I have it pretty good in the US and get two and half weeks a year of sick time (which carries over from year to year, so at this time, I actually have about five months of sick time since I hardly ever use it) and after ten years, five weeks of vacation time a year (which also carried over). I'm happy where I'm at because while I could probably find a job that pays more, I probably couldn't find one that gave me as much vacation time which is now in higher demand to me than more money.

Comment Re:Yeah! (Score 1) 514

Many of us are - we take in new information and change our opinions. I used to be a Libertarian...

I still am. While I like Sections 1 & 3 of the Libertarian party platform and don't think any other party has anything like them, I've gotten too old for Section 2 but see it as a pipe dream that would never get implemented even if the Libertarians did get into office.

Comment Re:No way! (Score 1) 514

the American Competitiveness in the 21st Century Act permits H-1B portability, provided another employer is willing to sponsor the H-1B worker. claims that H-1Bs are indentured servitude are entirely baseless.

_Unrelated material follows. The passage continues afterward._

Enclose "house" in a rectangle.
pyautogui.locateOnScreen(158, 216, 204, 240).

Statements by friends of mine here on H-1B visas would say otherwise. The time it takes to switch over sponsors is usually more than the time given before having to leave the country. They typically lived in fear of getting laid off before they were able to get their green cards or become citizens which was taking years to do.

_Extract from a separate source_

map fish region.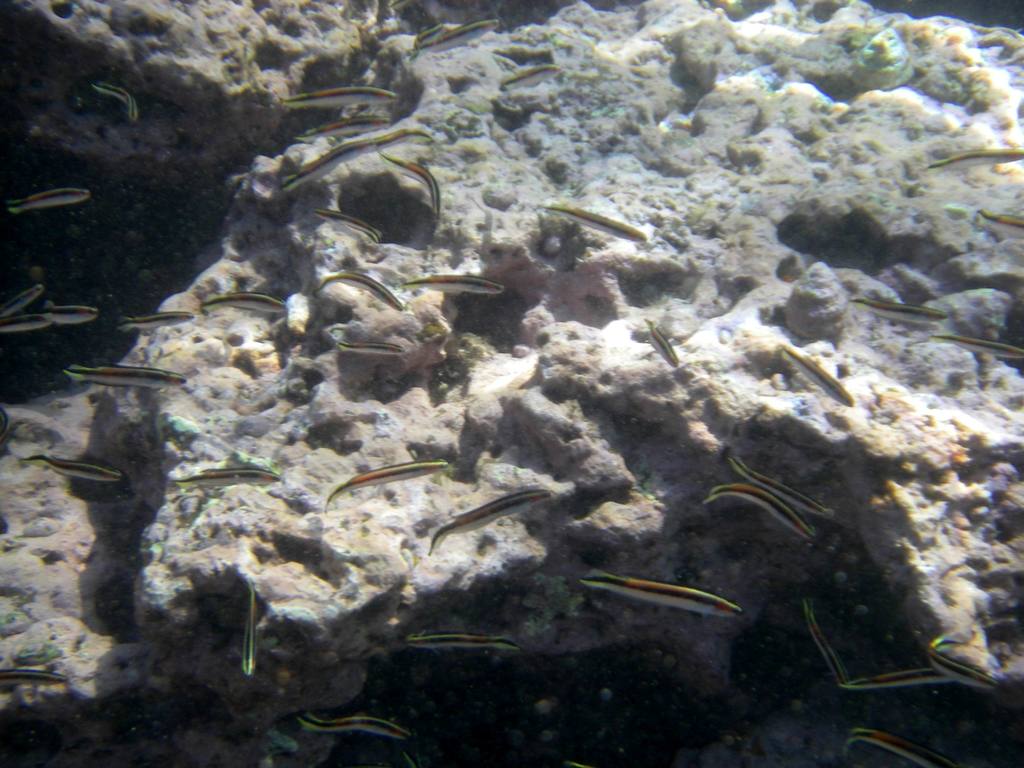
Mapped to bbox=[86, 82, 136, 123].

Comment Re:WHO forced them? (Score 1) 141

They expect technology to make oil obsolete in 100 years or so.

Which makes you wonder why they're doing fuck all to develop a non-oil-based economy. Eventually they're not going to be able to buy off their unemployed young men or divert them all to a lifetime of study in madrassas.

Because it's still 100 years away. Let others be the pioneers, spend the research money, and then come in and deploy the same tech for cheap.

Comment Re:It's Microsoft tone-deafness that scares users (Score 1) 489

Yeah, no, not really, though. Most consumers are a lot less idealistic than you seem to think. Even most of the guys who scream "this time they've gone too far! fuck 'em" eventually find a rationalization to stay with Windows.

Consumers yes, Enterprise, perhaps not so much. Enterprise doesn't like to upgrade and stuck with XP till they pretty much had to move to Win7 (although many including my company are still paying for XP patches for current deployments). Enterprise will stick with Win7 as long as they can again. Moving to Win8 looks like a user training issue that would be a nightmare in the Enterprise setting. Of course, few enterprise would consider upgrading anyway while the current standard is still being supported, so Microsoft probably had one or two upgrades to do what they wanted and it wouldn't upset their Enterprise licensed users for Windows and Office that account for a lot of their income. Win10 will probably be the next Enterprise standard and if they do mess it up, it might allow for somebody else to eat some of their market. I've already seen vendors switching to Linux servers for the back end on Enterprise systems. If MS messes things up and it would mean user retraining and software rewriting anyway, vendors and enterprise might look at other options.

Comment Re:Boom. Boom. Boom. Another one bite's the dust.. (Score 1) 121

Since I'm engaged in humorous speculation, I posit that stable vacuum events are either limited in size and scope or that they travel at less than C, or both.

Great! As a physicist, I eagerly look forward to your supporting math to back up those posits which contradict the math I have already seen.